Plain English: These are the "standard" provisions that appear in almost every commercial contract. Law students often treat them as unimportant — experienced lawyers know they can be outcome-determinative in a dispute.

Key Boilerplate Clauses

  • Waiver: Failure to enforce a provision doesn't waive the right to enforce it later. Prevents "course of dealing" arguments in litigation.
  • Notices: Specifies how formal communications must be sent (hand delivery, overnight courier, email with confirmation, certified mail).
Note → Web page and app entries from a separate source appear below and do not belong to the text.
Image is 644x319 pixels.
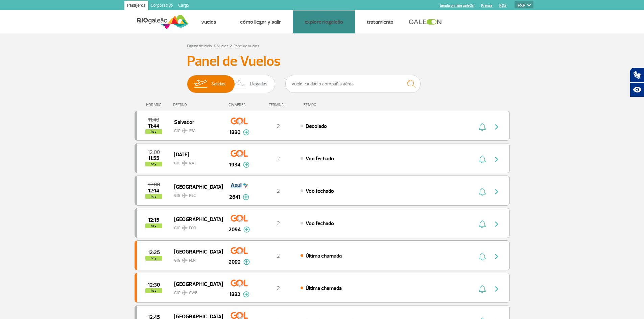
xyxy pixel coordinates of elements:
[145,162,162,166] span: hoy
[148,182,160,187] span: 2025-10-01 12:00:00
[174,279,217,288] span: [GEOGRAPHIC_DATA]
[217,43,229,49] a: Vuelos
[189,193,195,199] span: REC
[148,156,159,161] span: 2025-10-01 11:55:33
[305,252,341,260] span: Última chamada
[629,82,644,97] button: Abrir recursos assistivos.
[243,129,250,135] img: mais-info-painel-voo.svg
[181,193,188,198] img: destiny_airplane.svg
[229,129,241,137] span: 1880
[148,283,160,288] span: 2025-10-01 12:30:00
[148,218,159,223] span: 2025-10-01 12:15:00
[174,182,217,191] span: [GEOGRAPHIC_DATA]
[492,252,501,261] img: seta-direita-painel-voo.svg
[277,155,279,162] span: 2
[189,290,197,296] span: CWB
[478,155,486,164] img: sino-painel-voo.svg
[181,226,188,230] img: destiny_airplane.svg
[145,129,162,134] span: hoy
[481,4,492,7] a: Prensa
[211,75,226,92] span: Salidas
[174,117,217,127] span: Salvador
[187,43,212,49] a: Página de inicio
[189,226,196,231] span: FOR
[229,226,241,234] span: 2094
[148,251,160,255] span: 2025-10-01 12:25:00
[277,285,279,292] span: 2
[229,42,232,49] a: >
[629,67,644,82] button: Abrir tradutor de língua de sinais.
[243,162,250,168] img: mais-info-painel-voo.svg
[222,103,256,107] div: CIA AÉREA
[277,188,279,194] span: 2
[189,128,195,134] span: SSA
[300,103,355,107] div: ESTADO
[492,123,501,131] img: seta-direita-painel-voo.svg
[478,220,486,228] img: sino-painel-voo.svg
[243,291,250,298] img: mais-info-painel-voo.svg
[174,215,217,224] span: [GEOGRAPHIC_DATA]
[243,259,250,265] img: mais-info-painel-voo.svg
[233,43,259,49] a: Panel de Vuelos
[305,188,334,194] span: Voo fechado
[277,123,279,129] span: 2
[250,75,267,92] span: Llegadas
[148,124,159,129] span: 2025-10-01 11:44:18
[499,4,506,7] a: RQS
[148,1,176,11] a: Corporativo
[213,42,216,49] a: >
[145,224,162,228] span: hoy
[305,155,334,162] span: Voo fechado
[492,220,501,228] img: seta-direita-painel-voo.svg
[148,150,160,154] span: 2025-10-01 12:00:00
[277,220,279,227] span: 2
[478,188,486,196] img: sino-painel-voo.svg
[181,290,188,296] img: destiny_airplane.svg
[174,222,217,231] span: GIG
[174,156,217,166] span: GIG
[173,103,222,107] div: DESTINO
[478,285,486,293] img: sino-painel-voo.svg
[174,247,217,256] span: [GEOGRAPHIC_DATA]
[243,227,250,233] img: mais-info-painel-voo.svg
[174,124,217,134] span: GIG
[492,188,501,196] img: seta-direita-painel-voo.svg
[190,75,211,92] img: slider-embarque
[277,252,279,260] span: 2
[174,287,217,296] span: GIG
[305,123,327,129] span: Decolado
[189,160,196,166] span: NAT
[305,220,334,227] span: Voo fechado
[285,75,420,92] input: Vuelo, ciudad o compañía aérea
[229,258,241,266] span: 2092
[174,150,217,159] span: [DATE]
[148,117,159,122] span: 2025-10-01 11:40:00
[305,285,341,292] span: Última chamada
[240,18,281,25] a: Cómo llegar y salir
[176,1,192,11] a: Cargo
[201,18,217,25] a: Vuelos
[187,53,457,70] h3: Panel de Vuelos
[478,123,486,131] img: sino-painel-voo.svg
[145,256,162,261] span: hoy
[629,67,644,97] div: Plugin de acessibilidade da Hand Talk.
[189,258,195,264] span: FLN
[124,1,148,11] a: Pasajeros
[229,193,240,202] span: 2641
[181,258,188,264] img: destiny_airplane.svg
[304,18,343,25] a: Explore RIOgaleão
[181,128,188,133] img: destiny_airplane.svg
[256,103,300,107] div: TERMINAL
[229,290,241,299] span: 1882
[492,155,501,164] img: seta-direita-painel-voo.svg
[366,18,393,25] a: Tratamiento
[230,75,250,92] img: slider-desembarque
[137,103,173,107] div: HORÁRIO
[145,194,162,199] span: hoy
[229,161,241,169] span: 1934
[440,4,474,7] a: tienda on-line galeOn
[242,194,249,201] img: mais-info-painel-voo.svg
[174,254,217,264] span: GIG
[478,252,486,261] img: sino-painel-voo.svg
[174,190,217,199] span: GIG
Notice is a prerequisite for many rights — make sure email is included.
  • Equitable Remedies: Members agree that monetary damages alone are inadequate for certain breaches (e.g., unauthorized transfers) and that injunctive relief or specific performance is available. This persuades courts to grant injunctions.
  • Severability: If one provision is unenforceable, the rest of the agreement remains valid.
  • Entire Agreement: The operating agreement supersedes all prior discussions and letters of intent. Makes oral side-agreements unenforceable.
  • No Third-Party Beneficiaries: Only parties to the agreement can enforce it. Creditors, employees, and other outsiders cannot sue under the operating agreement.
  • Counterparts: Agreement can be signed in separate copies (including electronically). Practical necessity for multi-party agreements.
  • Spousal Consent: In community property states, a member's spouse may have a legal interest in LLC membership interests acquired during marriage. Spousal consent documents protect the LLC from spousal claims. Not required in Oklahoma (a common law property state) but still considered best practice for natural person members who are married.